Re: Західні політики і медія про Україну (in English)
« Reply #137 : Лютого 01, 2017, 04:56:50 16:56 »
If the world blinks, Putin will seize the rest of Ukraine

http://thehill.com/blogs/congress-blog/foreign-policy/317182-if-the-world-blinks-putin-will-seize-the-rest-of-ukraine

The most recent example of the Kremlin’s disinformation campaign against Ukraine is the assertion by former Ukrainian politician Oleksandr Onyshchenko that the government of Ukraine President Petro Poroshenko accepted millions of dollars in bribes for political favors.

These allegations are not confirmed.
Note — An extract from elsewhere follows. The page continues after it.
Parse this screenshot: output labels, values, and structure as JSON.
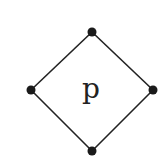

What is confirmed is Onyshchenko was accused by Ukraine’s national anti-corruption body of embezzling $62 million in state funds. He was stripped of his seat in the Ukrainian parliament and charged with treason. Onyshchenko fled Ukraine to London, but not before making one stop – in Moscow.

Onyshchenko has produced no documents or other evidence to back up his wild stories. Unsurprisingly, Kremlin-backed media – broadcast by satellite across Ukraine – are using Onyshchenko’s allegations to disrupt the Kiev government and to undermine Poroshenko’s government.
If you are going through hell, keep going.